OBESITY IN INDIGENOUS PEOPLES IN COLONIZED COUNTRIES
Joint Event on International Conference on OBESITY AND WEIGHT MANAGEMENT & International Conference on VACCINES AND IMMUNOLOGY
June 28-29, 2018 | Amsterdam, Netherlands
Rashmi Dixit
Australasian College of Travel and Tropical Medicine, Australia
Scientific Tracks Abstracts : Asian J Biomed Pharmaceut Sci
Abstract:
I present an overview of obesity amongst colonized populations during the nutritional transition, with a focus on Indigenous Australians, and the interplay between genetics and environment. Indigenous Australians have higher rates of obesity (29%-86%) than other Australians (17%), plus higher levels of body fat for a given BMI, with its attendant cardiovascular risks. Eliciting aetiology of obesity is highly controversial. Studies that elicit no difference in calorie intake or macronutrient ratios between thin and fat people within a population appear to suggest a genetic aetiology. However, case-control studies cannot reliably establish causality of a ubiquitous exposure. The comparison between two different time points or geographical locations has shown the role of drastic changes in calories and macronutrient profiles in creating upheavals in metabolic health. Genes load the gun, but the environment pulls the trigger. Those with hunter-gatherer lifestyles that have rapidly and recently been subject to colonization are particularly prone to obesity and diabetes. The ‘thrifty genotype’ hypothesis suggests that insulin resistance conferred a selective advantage during times of food paucity. These genetic adaptations became counter productive once the food environment changed. A meta-analysis demonstrated that lower carbohydrate, higher fat diets work best in those who are insulin-resistant, as in many indigenous populations in developed countries. Fascinating experiments in which Indigenous Australians reverted to pre-colonial diets demonstrated weight loss and reversal of type 2 diabetes.
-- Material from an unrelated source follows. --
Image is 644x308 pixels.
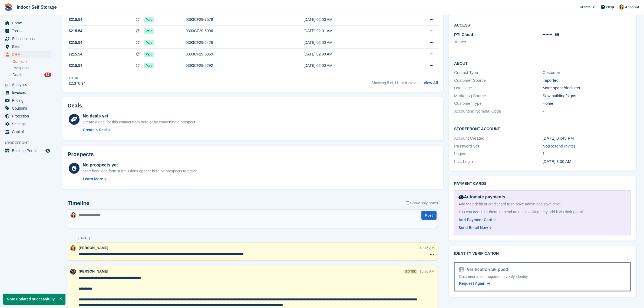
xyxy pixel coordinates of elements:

This suggests that supplanting their traditional diets with modern processed diets has been catastrophic for the metabolic health of indigenous Australians.
Biography:
Rashmi Dixit is a paediatric and adult infectious diseases Specialist with an interest in metabolic medicine and the interaction between communicable and non-communicable diseases. She has completed a second fellowship in Travel and Tropical Medicine, in which her dissertation was on obesity in colonised populations and developing countries, which was published in a peer-reviewed journal, and has published several first author papers. She has completed a PhD at the University of Sydney on influenza in vulnerable populations, which examined the role of metabolic risk factors for severe influenza in indigenous Australians.